The "how" is to sign up with efax.com or htnet.net [no
longer online]. There are of
course other email-to-fax services but these are the best I've found so far.
Both efax.com and htnet.net rates are very competitive.
Efax.com's system has the advantage of being very slick (thank you alpha geek
Brent Berry for this info). It's integrated with MS-Office such that you can
send faxes right from inside MS-Word (no need to switch over to your email
program). The downside, for those who fax infrequently, is that efax.com posts a
minimum charge to your credit card every month, for as long as you have an
efax.com email-to-fax account, whether you sent any faxes that month or not.
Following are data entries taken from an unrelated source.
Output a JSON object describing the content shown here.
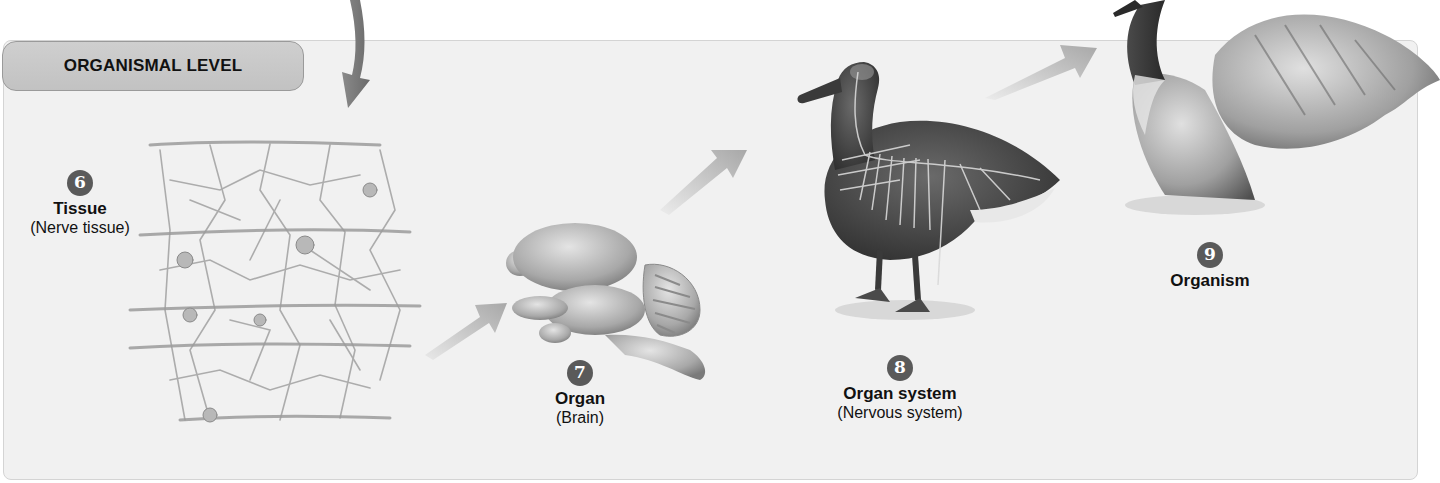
{
  "figure": {
    "level_label": "ORGANISMAL LEVEL",
    "colors": {
      "panel_bg": "#f1f1f1",
      "pill_bg": "#c8c8c8",
      "badge_bg": "#5a5a5a",
      "arrow": "#b5b5b5"
    },
    "stages": [
      {
        "number": "6",
        "title": "Tissue",
        "subtitle": "(Nerve tissue)",
        "illustration": "nerve-tissue-network"
      },
      {
        "number": "7",
        "title": "Organ",
        "subtitle": "(Brain)",
        "illustration": "brain"
      },
      {
        "number": "8",
        "title": "Organ system",
        "subtitle": "(Nervous system)",
        "illustration": "goose-with-nervous-system"
      },
      {
        "number": "9",
        "title": "Organism",
        "subtitle": "",
        "illustration": "goose-spreading-wings"
      }
    ],
    "arrows": [
      {
        "from": "previous-level",
        "to": "tissue",
        "shape": "curved-down"
      },
      {
        "from": "tissue",
        "to": "organ",
        "shape": "straight-diagonal"
      },
      {
        "from": "organ",
        "to": "organ-system",
        "shape": "straight-diagonal"
      },
      {
        "from": "organ-system",
        "to": "organism",
        "shape": "straight-diagonal"
      }
    ]
  }
}
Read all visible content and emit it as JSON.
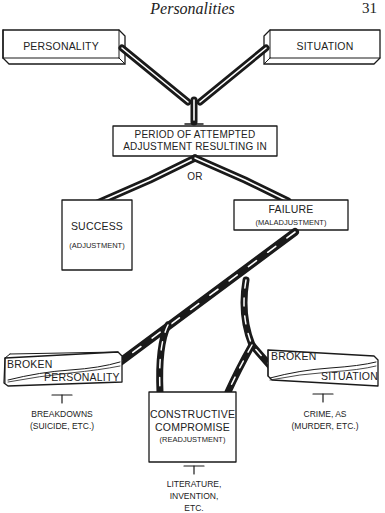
{
  "header": {
    "title": "Personalities",
    "page_number": "31"
  },
  "nodes": {
    "personality": {
      "label": "PERSONALITY"
    },
    "situation": {
      "label": "SITUATION"
    },
    "period": {
      "line1": "PERIOD OF ATTEMPTED",
      "line2": "ADJUSTMENT RESULTING IN"
    },
    "or": {
      "label": "OR"
    },
    "success": {
      "label": "SUCCESS",
      "sub": "(ADJUSTMENT)"
    },
    "failure": {
      "label": "FAILURE",
      "sub": "(MALADJUSTMENT)"
    },
    "broken_personality": {
      "line1": "BROKEN",
      "line2": "PERSONALITY",
      "note_line1": "BREAKDOWNS",
      "note_line2": "(SUICIDE, ETC.)"
    },
    "constructive": {
      "line1": "CONSTRUCTIVE",
      "line2": "COMPROMISE",
      "sub": "(READJUSTMENT)",
      "note_line1": "LITERATURE,",
      "note_line2": "INVENTION,",
      "note_line3": "ETC."
    },
    "broken_situation": {
      "line1": "BROKEN",
      "line2": "SITUATION",
      "note_line1": "CRIME, AS",
      "note_line2": "(MURDER, ETC.)"
    }
  },
  "colors": {
    "ink": "#1a1a1a",
    "paper": "#ffffff"
  }
}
Visit http://www.efax.com/ to sign up.
NB: Call me a nervous puppy, but I still NEVER email-to-fax or
fax-to-email files with my (scanned) signature. Unless PGP or other encryption
is used, every email, including email-to-fax and fax-to-email, crosses the Internet in the
clear and can be eavesdropped "on the fly" during
transmission, OR read later from any uncleared disk cache of computers along
the transmission chain that is hacked into. (No no no … human hackers don't
sit there and numb their brains reading masses of unsorted email hoping to find
something useful. Agent software is used to scan for goodies like credit
card numbers and fax files with signatures.)
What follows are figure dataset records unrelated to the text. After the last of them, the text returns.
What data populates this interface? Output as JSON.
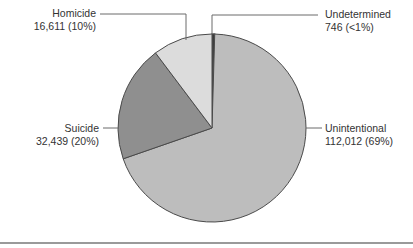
{
  "chart_data": {
    "type": "pie",
    "title": "",
    "start_angle_deg": 0,
    "direction": "clockwise",
    "total": 161808,
    "slices": [
      {
        "name": "Undetermined",
        "value": 746,
        "percent_label": "<1%",
        "color": "#3a3a3a"
      },
      {
        "name": "Unintentional",
        "value": 112012,
        "percent_label": "69%",
        "color": "#bdbdbd"
      },
      {
        "name": "Suicide",
        "value": 32439,
        "percent_label": "20%",
        "color": "#8f8f8f"
      },
      {
        "name": "Homicide",
        "value": 16611,
        "percent_label": "10%",
        "color": "#dcdcdc"
      }
    ],
    "legend": "direct labels with leader lines",
    "grid": false
  },
  "labels": {
    "homicide": {
      "name": "Homicide",
      "detail": "16,611 (10%)"
    },
    "suicide": {
      "name": "Suicide",
      "detail": "32,439 (20%)"
    },
    "undetermined": {
      "name": "Undetermined",
      "detail": "746 (<1%)"
    },
    "unintentional": {
      "name": "Unintentional",
      "detail": "112,012 (69%)"
    }
  },
  "colors": {
    "outline": "#4a4a4a",
    "leader": "#6a6a6a",
    "divider": "#9a9a9a"
  }
}
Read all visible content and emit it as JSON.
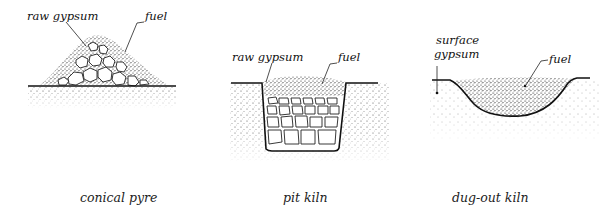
{
  "diagrams": [
    {
      "id": "conical-pyre",
      "caption": "conical pyre",
      "labels": {
        "raw_gypsum": "raw gypsum",
        "fuel": "fuel"
      }
    },
    {
      "id": "pit-kiln",
      "caption": "pit kiln",
      "labels": {
        "raw_gypsum": "raw gypsum",
        "fuel": "fuel"
      }
    },
    {
      "id": "dug-out-kiln",
      "caption": "dug-out kiln",
      "labels": {
        "surface_gypsum_line1": "surface",
        "surface_gypsum_line2": "gypsum",
        "fuel": "fuel"
      }
    }
  ],
  "colors": {
    "ink": "#111111",
    "background": "#ffffff"
  }
}
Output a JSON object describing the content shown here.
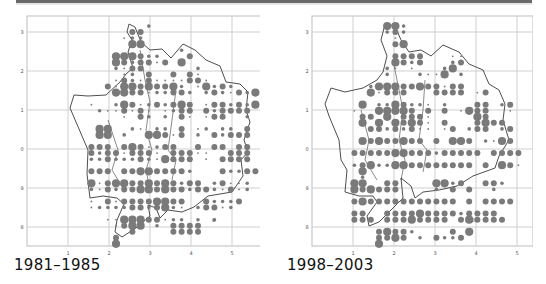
{
  "figure": {
    "type": "dot-distribution-map",
    "colors": {
      "dot": "#7a7a7a",
      "outline": "#3a3a3a",
      "grid": "#cfcfcf",
      "frame": "#bdbdbd",
      "tick_label": "#555555"
    }
  },
  "axes": {
    "x_ticks": [
      "1",
      "2",
      "3",
      "4",
      "5"
    ],
    "y_ticks": [
      "3",
      "2",
      "1",
      "0",
      "9",
      "8"
    ]
  },
  "panels": [
    {
      "caption": "1981–1985",
      "annotation": "Ø",
      "dots": [
        "0000000000000000000000000000",
        "0000000000000020000000000000",
        "0000000000003300000000000000",
        "0000000000012200000000000000",
        "0000000000004400000000000000",
        "0000000000000000002000000000",
        "0000000000444322000300000000",
        "0000000000432331304000000000",
        "0000000000213300000020000000",
        "0000000000012030030310000000",
        "0000000000132131111331000000",
        "0000000003144343342014232000",
        "0000000000443312233202321324",
        "0000000000000000000000000000",
        "0000000100243123234301332324",
        "0000000021131310123303233330",
        "0000000000010320203101330020",
        "0000000000000000000000000000",
        "0000000044002102203012022030",
        "0000000044020044313020323330",
        "0000000000000000000000000000",
        "0000000333034312330030330330",
        "0000000323313331033311003330",
        "0000000223222321433301033330",
        "0000000000000000000000000000",
        "0000000333033443333200032233",
        "0000000000000000000000000000",
        "0000000413443343432330231120",
        "0000000213233443433233213120",
        "0000000000000000000000000000",
        "0000000103133334433003222300",
        "0000000122223323421023312000",
        "0000000000000000000000000000",
        "0000000001144433122020200000",
        "0000000000134402033330000000",
        "0000000000003000033330000000",
        "0000000000300000000000000000",
        "0000000000400000000000000000",
        "0000000000000000000000000000"
      ]
    },
    {
      "caption": "1998–2003",
      "annotation": "Ø",
      "dots": [
        "0000000000000000000000000000",
        "0000000000044200000000000000",
        "0000000000023200000000000000",
        "0000000000001000000000000000",
        "0000000000003400000000000000",
        "0000000000000000000000000000",
        "0000000000003333000110000000",
        "0000000000004323000230000000",
        "0000000000021010002400000000",
        "0000000000020002114020000000",
        "0000000000000000000000000000",
        "0000000002444334331330000000",
        "0000000004133300033330130000",
        "0000000000000000000000000000",
        "0000000040224322102000330230",
        "0000000100444430303014330010",
        "0000000033040333100000430000",
        "0000000040404343103000343300",
        "0000000003323231101302330230",
        "0000000000000000000000000000",
        "0000000043433433030443021430",
        "0000000000000000000000000000",
        "0000000333334433323333303333",
        "0000000000000000000000000000",
        "0000000234224433333333030431",
        "0000000040000000000000000000",
        "0000000020000000000000000000",
        "0000000440033000044230033200",
        "0000000434333000020303002000",
        "0000000000000000000000000000",
        "0000000343333333333303033330",
        "0000000000000000000000000000",
        "0000000330033334333323333000",
        "0000000333033343333034333300",
        "0000000000000000000000000000",
        "0000000000343320000304000000",
        "0000000000334302032230000000",
        "0000000000400000000000000000",
        "0000000000000000000000000000"
      ]
    }
  ]
}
How to Bangladesh- Proof Your Computer
Since I'm nerdier than many of you, and because I love you, and I KNOW
some of you are STILL having unprotected computing despite ILOVEYOU, Chernobyl,
power spikes,
and all the other bad things out there, can I just make a couple of motherly-nerdly
suggestions? This is what I am doing to protect myself, in order of priority:
- Get the grounding to earth checked at the power points BEFORE you plug in
any computer equipment.
- Always use a voltage regulator or uninterruptible power supply. In
Bangladesh this is basic. Keep in mind, however, that a voltage
regulator / UPS is designed to protect from "normal" line
noise. If the transformer on the street immediately outside your house
goes (BAM!), your computer is toast, VR/UPS or no .
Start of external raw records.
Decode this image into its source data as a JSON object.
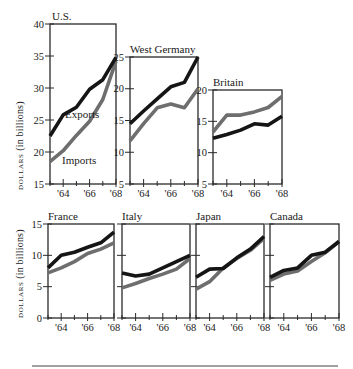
{
  "chart_data": [
    {
      "type": "line",
      "title": "U.S.",
      "x": [
        "'63",
        "'64",
        "'65",
        "'66",
        "'67",
        "'68"
      ],
      "xticks": [
        "'64",
        "'66",
        "'68"
      ],
      "ylabel": "DOLLARS (in billions)",
      "ylim": [
        15,
        40
      ],
      "yticks": [
        15,
        20,
        25,
        30,
        35,
        40
      ],
      "series": [
        {
          "name": "Exports",
          "values": [
            22.5,
            25.8,
            27.0,
            29.8,
            31.3,
            34.8
          ]
        },
        {
          "name": "Imports",
          "values": [
            18.5,
            20.2,
            22.6,
            24.8,
            28.2,
            34.2
          ]
        }
      ],
      "annotations": [
        "Exports",
        "Imports"
      ]
    },
    {
      "type": "line",
      "title": "West Germany",
      "x": [
        "'63",
        "'64",
        "'65",
        "'66",
        "'67",
        "'68"
      ],
      "xticks": [
        "'64",
        "'66",
        "'68"
      ],
      "ylim": [
        5,
        25
      ],
      "yticks": [
        5,
        10,
        15,
        20,
        25
      ],
      "series": [
        {
          "name": "Exports",
          "values": [
            14.5,
            16.5,
            18.4,
            20.3,
            21.0,
            25.0
          ]
        },
        {
          "name": "Imports",
          "values": [
            11.8,
            14.5,
            17.0,
            17.6,
            17.0,
            20.0
          ]
        }
      ]
    },
    {
      "type": "line",
      "title": "Britain",
      "x": [
        "'63",
        "'64",
        "'65",
        "'66",
        "'67",
        "'68"
      ],
      "xticks": [
        "'64",
        "'66",
        "'68"
      ],
      "ylim": [
        5,
        20
      ],
      "yticks": [
        5,
        10,
        15,
        20
      ],
      "series": [
        {
          "name": "Exports",
          "values": [
            12.3,
            12.9,
            13.6,
            14.6,
            14.4,
            15.8
          ]
        },
        {
          "name": "Imports",
          "values": [
            13.3,
            16.0,
            16.0,
            16.5,
            17.2,
            19.0
          ]
        }
      ]
    },
    {
      "type": "line",
      "title": "France",
      "x": [
        "'63",
        "'64",
        "'65",
        "'66",
        "'67",
        "'68"
      ],
      "xticks": [
        "'64",
        "'66",
        "'68"
      ],
      "ylabel": "DOLLARS (in billions)",
      "ylim": [
        0,
        15
      ],
      "yticks": [
        0,
        5,
        10,
        15
      ],
      "series": [
        {
          "name": "Exports",
          "values": [
            8.0,
            10.0,
            10.5,
            11.3,
            12.0,
            13.7
          ]
        },
        {
          "name": "Imports",
          "values": [
            7.2,
            8.0,
            9.0,
            10.3,
            11.0,
            12.0
          ]
        }
      ]
    },
    {
      "type": "line",
      "title": "Italy",
      "x": [
        "'63",
        "'64",
        "'65",
        "'66",
        "'67",
        "'68"
      ],
      "xticks": [
        "'64",
        "'66",
        "'68"
      ],
      "ylim": [
        0,
        15
      ],
      "yticks": [
        0,
        5,
        10,
        15
      ],
      "series": [
        {
          "name": "Exports",
          "values": [
            7.2,
            6.7,
            7.0,
            8.0,
            9.0,
            10.0
          ]
        },
        {
          "name": "Imports",
          "values": [
            4.8,
            5.5,
            6.3,
            7.0,
            7.8,
            9.5
          ]
        }
      ]
    },
    {
      "type": "line",
      "title": "Japan",
      "x": [
        "'63",
        "'64",
        "'65",
        "'66",
        "'67",
        "'68"
      ],
      "xticks": [
        "'64",
        "'66",
        "'68"
      ],
      "ylim": [
        0,
        15
      ],
      "yticks": [
        0,
        5,
        10,
        15
      ],
      "series": [
        {
          "name": "Exports",
          "values": [
            6.5,
            7.8,
            7.9,
            9.6,
            11.0,
            13.0
          ]
        },
        {
          "name": "Imports",
          "values": [
            4.6,
            5.8,
            8.0,
            9.5,
            10.8,
            12.7
          ]
        }
      ]
    },
    {
      "type": "line",
      "title": "Canada",
      "x": [
        "'63",
        "'64",
        "'65",
        "'66",
        "'67",
        "'68"
      ],
      "xticks": [
        "'64",
        "'66",
        "'68"
      ],
      "ylim": [
        0,
        15
      ],
      "yticks": [
        0,
        5,
        10,
        15
      ],
      "series": [
        {
          "name": "Exports",
          "values": [
            6.5,
            7.6,
            8.0,
            10.0,
            10.5,
            12.2
          ]
        },
        {
          "name": "Imports",
          "values": [
            6.0,
            7.0,
            7.5,
            9.0,
            10.4,
            12.2
          ]
        }
      ]
    }
  ],
  "style": {
    "exports_color": "#151515",
    "imports_color": "#6e6e6e",
    "frame_color": "#2a2a2a"
  },
  "labels": {
    "ylabel_top_sc": "DOLLARS",
    "ylabel_top_rest": " (in billions)",
    "ylabel_bottom_sc": "DOLLARS",
    "ylabel_bottom_rest": " (in billions)"
  }
}
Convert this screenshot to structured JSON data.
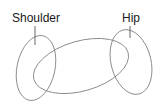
{
  "diagram": {
    "labels": {
      "shoulder": "Shoulder",
      "hip": "Hip"
    },
    "shapes": {
      "shoulder_ellipse": "left ellipse representing shoulder cross-section",
      "hip_ellipse": "right ellipse representing hip cross-section",
      "torso_body": "tilted cylinder body connecting shoulder and hip"
    },
    "colors": {
      "stroke": "#8a8a8a",
      "text": "#1a1a1a",
      "background": "#ffffff"
    }
  }
}
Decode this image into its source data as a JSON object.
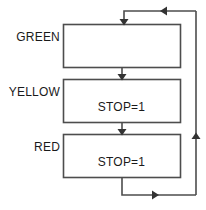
{
  "diagram": {
    "type": "flowchart",
    "stroke_color": "#4d4d4d",
    "text_color": "#1a1a1a",
    "background_color": "#ffffff",
    "states": [
      {
        "id": "green",
        "label": "GREEN",
        "box_text": "",
        "box": {
          "x": 63,
          "y": 24,
          "w": 117,
          "h": 43
        }
      },
      {
        "id": "yellow",
        "label": "YELLOW",
        "box_text": "STOP=1",
        "box": {
          "x": 63,
          "y": 79,
          "w": 117,
          "h": 43
        }
      },
      {
        "id": "red",
        "label": "RED",
        "box_text": "STOP=1",
        "box": {
          "x": 63,
          "y": 134,
          "w": 117,
          "h": 43
        }
      }
    ],
    "transitions": [
      {
        "id": "green-to-yellow",
        "from": "green",
        "to": "yellow",
        "label": ""
      },
      {
        "id": "yellow-to-red",
        "from": "yellow",
        "to": "red",
        "label": ""
      },
      {
        "id": "red-to-green-loop",
        "from": "red",
        "to": "green",
        "label": ""
      },
      {
        "id": "return-branch-up",
        "from": "red",
        "to": "green",
        "label": ""
      }
    ]
  }
}
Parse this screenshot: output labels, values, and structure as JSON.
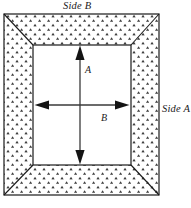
{
  "figure": {
    "title_top": "Side B",
    "title_right": "Side A",
    "dimension_vertical": "A",
    "dimension_horizontal": "B",
    "colors": {
      "stroke": "#1a1a1a",
      "hatch_mark": "#3a3a3a",
      "fill_inner": "#ffffff",
      "fill_border": "#ffffff",
      "background": "#ffffff"
    },
    "geometry": {
      "outer_rect": {
        "x": 4,
        "y": 14,
        "width": 155,
        "height": 181
      },
      "inner_rect": {
        "x": 33,
        "y": 45,
        "width": 98,
        "height": 120
      },
      "miter_corners": true,
      "border_pattern": "triangle-stipple"
    },
    "arrows": {
      "vertical": {
        "name": "A",
        "x": 80,
        "y_top": 47,
        "y_bottom": 164,
        "double_headed": true
      },
      "horizontal": {
        "name": "B",
        "y": 105,
        "x_left": 35,
        "x_right": 129,
        "double_headed": true
      }
    }
  }
}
- Run the highest level and most current virus checker software with
up-to-date virus datafiles. I use McAfee, which I bought and downloaded and
periodically update over the Net from http://www.mcafee.com. I don't think it matters which checker you
use. The point is to have a
virus checker installed; to update the engine and virus data files frequently
(weekly is good); and to keep it configured to
provide the highest level of protection.
- Write-protect the file normal.dot. This protects from MS-Word macro
viruses.
- Back up key files frequently (at least weekly … a week's work is a
lot to lose). Depending on how motivated, organized, nervous, or
computer-dependent you are, you may want to have additional sets of backups
for everything, or just for critical projects/software, going back
further than one week.
- Make a static back up of your whole hard disk every 3-12 months (or at
critical points like after upgrading your operating system or purchasing and
configuring a new computer). This can be to a second hard disk, Zip drives,
tape backup, or CD writer - yours or borrowed. If your own backup hardware
won't handle a full disk backup, phone a local
computer company to come in and do it for you.